© Eterna

Ricciardo says life after F1 feels more real

Daniel Ricciardo says life since his Formula 1 exit after the 2024 Singapore Grand Prix feels “a bit more real,” with time away from the paddock making him realize just how unnatural the sport’s rhythm had become.

Speaking on Conor Daly’s Speed Street podcast, the eight-time grand prix winner said only after stepping out of the championship’s constant cycle did he fully grasp the intensity he had normalized across 13 seasons. Ricciardo described himself as having lived in an “F1 bubble” for so long that the pace stopped feeling unusual, even though his days had been “regulated to the minute, every day, all the time.”

That change in perspective matters because Ricciardo’s departure was not the gradual winding down many established drivers get. His Formula 1 career ended after Singapore in 2024, when Racing Bulls replaced him with Liam Lawson, leaving him to process not just the end of a long stint in the paddock but also the abruptness of it.

Ricciardo said the distance from that environment has made ordinary parts of life feel significant again. He told the podcast he is enjoying “the slower pace in life” and “the fact that I can sometimes be in one place,” a simple contrast to the constant movement that defines modern Formula 1. He said being able to spend “a real amount of time in Australia, with family, with friends” has brought back things he had long missed while racing full-time.

For Ricciardo, the point was not only that Formula 1 was busy, but that the schedule had distorted even the time that was supposed to feel personal. He said visits home during his career often became exercises in compression rather than real breaks. Christmas trips back to Australia, he explained, meant trying to do “100 things at once” because time was so limited.

That rush, he said, changed the texture of life itself. When everything had to be squeezed into short windows, “it doesn’t really feel real,” Ricciardo said, adding that it had become “almost like a movie.” His current routine, by contrast, feels more grounded precisely because it is less managed and less frantic.

He also said those absences from normal life had stayed with him more deeply than he appreciated at the time. Ricciardo said he had “always missed” simple things, including being around friends and family in an unstructured way, rather than returning home with a packed list of obligations before leaving again.

Even so, the shift away from Formula 1 has not turned into a complete separation from the sport. Ricciardo said he initially needed distance because the way his career ended “hurt,” and there was a period when he did not follow Formula 1 much at all. Over time, though, he said he has started watching regularly again and has been able to rebuild what he described as a healthier relationship with racing.

That leaves Ricciardo in a different place from the one he occupied at the end of his driving career: no longer living inside Formula 1’s minute-by-minute demands, but still close enough to the sport to reconnect with it on his own terms after an ending that forced him to confront what that life had cost.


• Brief:
Would you print the entire listing exactly, leaving nothing out?

• Data records:
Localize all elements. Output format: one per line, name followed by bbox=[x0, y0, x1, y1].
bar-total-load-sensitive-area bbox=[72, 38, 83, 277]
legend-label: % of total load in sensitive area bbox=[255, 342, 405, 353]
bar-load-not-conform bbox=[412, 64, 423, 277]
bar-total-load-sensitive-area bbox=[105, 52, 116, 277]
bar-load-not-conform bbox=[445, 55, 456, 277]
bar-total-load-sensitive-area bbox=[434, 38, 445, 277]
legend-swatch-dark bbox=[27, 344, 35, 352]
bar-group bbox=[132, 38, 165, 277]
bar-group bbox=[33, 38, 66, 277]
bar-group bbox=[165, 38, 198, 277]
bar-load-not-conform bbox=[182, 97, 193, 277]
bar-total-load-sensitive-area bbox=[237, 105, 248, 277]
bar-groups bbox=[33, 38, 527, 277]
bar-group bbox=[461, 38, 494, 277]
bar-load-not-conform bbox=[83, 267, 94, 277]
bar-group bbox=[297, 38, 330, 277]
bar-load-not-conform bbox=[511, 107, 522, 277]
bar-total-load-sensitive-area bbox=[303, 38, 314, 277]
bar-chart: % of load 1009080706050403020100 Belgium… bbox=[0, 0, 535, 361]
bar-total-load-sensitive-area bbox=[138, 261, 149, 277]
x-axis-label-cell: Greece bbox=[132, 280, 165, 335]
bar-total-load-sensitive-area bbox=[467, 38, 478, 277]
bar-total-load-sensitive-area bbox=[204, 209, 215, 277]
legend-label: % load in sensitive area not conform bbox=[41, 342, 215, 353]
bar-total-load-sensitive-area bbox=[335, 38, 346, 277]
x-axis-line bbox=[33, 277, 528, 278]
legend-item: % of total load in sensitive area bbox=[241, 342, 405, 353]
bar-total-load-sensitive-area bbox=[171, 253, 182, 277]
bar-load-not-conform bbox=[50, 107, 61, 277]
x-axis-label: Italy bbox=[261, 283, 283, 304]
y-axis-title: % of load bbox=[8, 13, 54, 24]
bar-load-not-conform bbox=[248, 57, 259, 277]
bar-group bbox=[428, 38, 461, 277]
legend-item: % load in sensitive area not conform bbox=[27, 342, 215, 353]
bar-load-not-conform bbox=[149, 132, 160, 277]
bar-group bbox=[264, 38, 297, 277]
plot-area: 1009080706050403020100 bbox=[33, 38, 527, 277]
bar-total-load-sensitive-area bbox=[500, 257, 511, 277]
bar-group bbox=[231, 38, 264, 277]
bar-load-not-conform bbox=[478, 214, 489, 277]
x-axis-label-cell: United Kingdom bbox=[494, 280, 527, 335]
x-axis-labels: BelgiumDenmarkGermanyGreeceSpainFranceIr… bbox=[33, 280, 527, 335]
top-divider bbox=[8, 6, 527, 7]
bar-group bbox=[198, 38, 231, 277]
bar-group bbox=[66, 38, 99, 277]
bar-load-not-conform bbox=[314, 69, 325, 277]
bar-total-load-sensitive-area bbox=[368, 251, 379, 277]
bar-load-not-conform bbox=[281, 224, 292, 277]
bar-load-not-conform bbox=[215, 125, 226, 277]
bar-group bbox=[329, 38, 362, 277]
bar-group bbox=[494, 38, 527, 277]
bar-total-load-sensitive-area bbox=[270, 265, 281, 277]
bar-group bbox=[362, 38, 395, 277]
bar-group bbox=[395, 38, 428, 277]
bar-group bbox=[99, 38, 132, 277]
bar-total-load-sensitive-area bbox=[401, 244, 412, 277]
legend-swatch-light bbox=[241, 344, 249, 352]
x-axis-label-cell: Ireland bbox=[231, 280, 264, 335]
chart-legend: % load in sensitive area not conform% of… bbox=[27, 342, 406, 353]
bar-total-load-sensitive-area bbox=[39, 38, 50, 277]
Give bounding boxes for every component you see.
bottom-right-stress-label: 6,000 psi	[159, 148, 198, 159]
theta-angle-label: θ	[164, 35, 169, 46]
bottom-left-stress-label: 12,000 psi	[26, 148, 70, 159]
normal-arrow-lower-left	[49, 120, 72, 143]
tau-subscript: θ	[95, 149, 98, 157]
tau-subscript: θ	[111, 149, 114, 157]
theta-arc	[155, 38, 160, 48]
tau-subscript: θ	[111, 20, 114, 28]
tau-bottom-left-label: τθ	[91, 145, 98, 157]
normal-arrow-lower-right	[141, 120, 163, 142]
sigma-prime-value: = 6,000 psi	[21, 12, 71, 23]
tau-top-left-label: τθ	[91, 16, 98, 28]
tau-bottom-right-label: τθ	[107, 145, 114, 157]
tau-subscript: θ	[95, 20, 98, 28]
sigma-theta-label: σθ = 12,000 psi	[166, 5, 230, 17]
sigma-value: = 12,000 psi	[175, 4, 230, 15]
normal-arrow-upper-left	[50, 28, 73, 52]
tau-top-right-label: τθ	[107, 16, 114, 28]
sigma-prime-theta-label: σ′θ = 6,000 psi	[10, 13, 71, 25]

• Expected answer:
Localize all elements. Output format: one per line, name followed by bbox=[x0, y0, x1, y1].
bar-total-load-sensitive-area bbox=[72, 38, 83, 277]
legend-label: % of total load in sensitive area bbox=[255, 342, 405, 353]
bar-load-not-conform bbox=[412, 64, 423, 277]
bar-total-load-sensitive-area bbox=[105, 52, 116, 277]
bar-load-not-conform bbox=[445, 55, 456, 277]
bar-total-load-sensitive-area bbox=[434, 38, 445, 277]
legend-swatch-dark bbox=[27, 344, 35, 352]
bar-group bbox=[132, 38, 165, 277]
bar-group bbox=[33, 38, 66, 277]
bar-group bbox=[165, 38, 198, 277]
bar-load-not-conform bbox=[182, 97, 193, 277]
bar-total-load-sensitive-area bbox=[237, 105, 248, 277]
bar-groups bbox=[33, 38, 527, 277]
bar-group bbox=[461, 38, 494, 277]
bar-load-not-conform bbox=[83, 267, 94, 277]
bar-group bbox=[297, 38, 330, 277]
bar-load-not-conform bbox=[511, 107, 522, 277]
bar-total-load-sensitive-area bbox=[303, 38, 314, 277]
bar-chart: % of load 1009080706050403020100 Belgium… bbox=[0, 0, 535, 361]
bar-total-load-sensitive-area bbox=[138, 261, 149, 277]
x-axis-label-cell: Greece bbox=[132, 280, 165, 335]
bar-total-load-sensitive-area bbox=[467, 38, 478, 277]
bar-total-load-sensitive-area bbox=[204, 209, 215, 277]
legend-label: % load in sensitive area not conform bbox=[41, 342, 215, 353]
bar-total-load-sensitive-area bbox=[335, 38, 346, 277]
x-axis-line bbox=[33, 277, 528, 278]
legend-item: % of total load in sensitive area bbox=[241, 342, 405, 353]
bar-total-load-sensitive-area bbox=[171, 253, 182, 277]
bar-load-not-conform bbox=[50, 107, 61, 277]
x-axis-label: Italy bbox=[261, 283, 283, 304]
y-axis-title: % of load bbox=[8, 13, 54, 24]
bar-load-not-conform bbox=[248, 57, 259, 277]
bar-group bbox=[428, 38, 461, 277]
legend-item: % load in sensitive area not conform bbox=[27, 342, 215, 353]
bar-load-not-conform bbox=[149, 132, 160, 277]
bar-group bbox=[264, 38, 297, 277]
plot-area: 1009080706050403020100 bbox=[33, 38, 527, 277]
bar-total-load-sensitive-area bbox=[500, 257, 511, 277]
bar-group bbox=[231, 38, 264, 277]
bar-load-not-conform bbox=[478, 214, 489, 277]
x-axis-label-cell: United Kingdom bbox=[494, 280, 527, 335]
x-axis-labels: BelgiumDenmarkGermanyGreeceSpainFranceIr… bbox=[33, 280, 527, 335]
top-divider bbox=[8, 6, 527, 7]
bar-group bbox=[198, 38, 231, 277]
bar-group bbox=[66, 38, 99, 277]
bar-load-not-conform bbox=[314, 69, 325, 277]
bar-total-load-sensitive-area bbox=[368, 251, 379, 277]
bar-load-not-conform bbox=[281, 224, 292, 277]
bar-load-not-conform bbox=[215, 125, 226, 277]
bar-group bbox=[329, 38, 362, 277]
bar-group bbox=[494, 38, 527, 277]
bar-total-load-sensitive-area bbox=[270, 265, 281, 277]
bar-group bbox=[362, 38, 395, 277]
bar-group bbox=[395, 38, 428, 277]
bar-group bbox=[99, 38, 132, 277]
bar-total-load-sensitive-area bbox=[401, 244, 412, 277]
legend-swatch-light bbox=[241, 344, 249, 352]
x-axis-label-cell: Ireland bbox=[231, 280, 264, 335]
chart-legend: % load in sensitive area not conform% of… bbox=[27, 342, 406, 353]
bar-total-load-sensitive-area bbox=[39, 38, 50, 277]
Give bounding boxes for every component you see.
bottom-right-stress-label: 6,000 psi	[159, 148, 198, 159]
theta-angle-label: θ	[164, 35, 169, 46]
bottom-left-stress-label: 12,000 psi	[26, 148, 70, 159]
normal-arrow-lower-left	[49, 120, 72, 143]
tau-subscript: θ	[95, 149, 98, 157]
tau-subscript: θ	[111, 149, 114, 157]
theta-arc	[155, 38, 160, 48]
tau-subscript: θ	[111, 20, 114, 28]
tau-bottom-left-label: τθ	[91, 145, 98, 157]
normal-arrow-lower-right	[141, 120, 163, 142]
sigma-prime-value: = 6,000 psi	[21, 12, 71, 23]
tau-top-left-label: τθ	[91, 16, 98, 28]
tau-bottom-right-label: τθ	[107, 145, 114, 157]
tau-subscript: θ	[95, 20, 98, 28]
sigma-theta-label: σθ = 12,000 psi	[166, 5, 230, 17]
sigma-value: = 12,000 psi	[175, 4, 230, 15]
normal-arrow-upper-left	[50, 28, 73, 52]
tau-top-right-label: τθ	[107, 16, 114, 28]
sigma-prime-theta-label: σ′θ = 6,000 psi	[10, 13, 71, 25]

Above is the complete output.